The VERIFY study: Profile of patients
The question posed by VERIFY was simple: would initiating treatment in newly diagnosed patients with combination therapy (in this case metformin plus vildagliptin) lead to durable glycaemic control over five years, compared to an initial metformin protocol?

The metformin–vildagliptin combination was selected for its established safety profile and the complementary mode of action of its two main components: vildagliptin stimulates beta-cell function, while metformin increases the body’s sensitivity to insulin. Both the drugs reduce glucose production in the liver (which increases blood sugar in people with diabetes.)

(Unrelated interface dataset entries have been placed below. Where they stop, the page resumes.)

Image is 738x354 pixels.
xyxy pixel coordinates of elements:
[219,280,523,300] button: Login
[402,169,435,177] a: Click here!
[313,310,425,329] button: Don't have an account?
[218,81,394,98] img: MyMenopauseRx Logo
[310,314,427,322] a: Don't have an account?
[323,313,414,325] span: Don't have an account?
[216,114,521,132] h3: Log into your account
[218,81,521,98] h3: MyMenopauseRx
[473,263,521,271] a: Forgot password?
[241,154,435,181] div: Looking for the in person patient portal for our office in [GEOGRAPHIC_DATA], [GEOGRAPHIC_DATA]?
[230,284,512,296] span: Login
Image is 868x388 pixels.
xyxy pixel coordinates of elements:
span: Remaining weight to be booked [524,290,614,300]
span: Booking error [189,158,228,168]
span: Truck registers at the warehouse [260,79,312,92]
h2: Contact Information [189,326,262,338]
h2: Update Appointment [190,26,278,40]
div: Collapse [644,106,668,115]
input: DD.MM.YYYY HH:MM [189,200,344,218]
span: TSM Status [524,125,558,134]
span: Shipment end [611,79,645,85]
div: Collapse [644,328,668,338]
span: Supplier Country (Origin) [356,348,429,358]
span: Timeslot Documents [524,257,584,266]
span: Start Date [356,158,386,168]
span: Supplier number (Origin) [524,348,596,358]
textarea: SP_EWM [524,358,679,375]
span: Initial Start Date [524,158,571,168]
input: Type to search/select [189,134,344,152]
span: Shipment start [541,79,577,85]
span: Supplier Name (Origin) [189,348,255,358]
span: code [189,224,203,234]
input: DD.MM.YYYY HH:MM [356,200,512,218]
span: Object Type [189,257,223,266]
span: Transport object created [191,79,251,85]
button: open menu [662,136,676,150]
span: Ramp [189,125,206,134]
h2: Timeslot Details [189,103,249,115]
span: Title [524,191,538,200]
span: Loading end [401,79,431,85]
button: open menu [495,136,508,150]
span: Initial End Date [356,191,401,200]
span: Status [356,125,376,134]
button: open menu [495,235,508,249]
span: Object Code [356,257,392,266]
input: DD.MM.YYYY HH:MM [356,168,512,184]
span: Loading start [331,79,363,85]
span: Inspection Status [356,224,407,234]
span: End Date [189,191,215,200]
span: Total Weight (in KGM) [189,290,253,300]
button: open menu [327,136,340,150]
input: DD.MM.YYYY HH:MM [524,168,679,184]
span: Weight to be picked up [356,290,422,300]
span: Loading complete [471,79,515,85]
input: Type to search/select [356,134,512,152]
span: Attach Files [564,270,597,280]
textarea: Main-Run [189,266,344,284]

VERIFY enrolled patients with the following profile: age 18–70 years, diagnosed with type 2 diabetes within 24 months; HbA1c of 6.5–7.5 per cent; people who were not on metformin or not on it for a maximum of four weeks. The study was notable for its ethnic, gender, regional and socioeconomic diversity: 40 per cent patient sample were non- Caucasian people and over half of them were women.

Window Of Opportunity
As the first large-scale prospective study of its kind, VERIFY offered a unique opportunity to examine the benefits of early success in the type 2 diabetes setting:

  • Its aim was to achieve diabetes management and control early.
  • It worked on altering the expectation of patients: from “Will I be able to control my disease?” to “How quickly can I expect to control my disease?”
  • It looked at the possibility of “remission” as an achievable concept.
  • It worked towards maintaining an HbA1c level of 6.5/7.0% in newly diagnosed patients, as the crucial key for preventing later complications.
  • Over five years, early combination therapy significantly reduced the risk of treatment failure by 49%, compared to metformin monotherapy.
  • More than twice as many patients had an extended time with good glycaemic control, following early combination therapy, compared to initial metformin monotherapy.
  • The median time to loss of glycaemic control was nearly double in the early combination group, extending intensified treatment by more than two years
  • Glycaemic exposure was consistently lower for the entire duration of the study for people receiving early combination therapy, compared to those on initial metformin.

The Key Take ways from VERIFY Trail:

  • The aim of type 2 diabetes management is to improve quality of life and prevent chronic complications and premature death in people with diabetes. Glucose management is an important part of this strategy.
  • The monotherapy and stepwise approach are linked to delay in adding new treatments when blood glucose levels rise. When this is combined with a late diagnosis and late treatment initiation, the patient’s prognosis is negatively impacted.
  • VERIFY has provided the most compelling evidence to guide treatment optimisation in type 2 diabetes. In this study, initiating combination therapy with two drugs in newly diagnosed type 2 patients has led to superior and more durable control of blood glucose levels than the stepwise approach.
  • Early combination treatment strategies represent the beginning of a new era of early detection, diagnosis and intervention for people with type 2 diabetes
  • The VERIFY evidence shows the potential of preventing progressive deterioration of glucose control and the increasing need for additional treatments.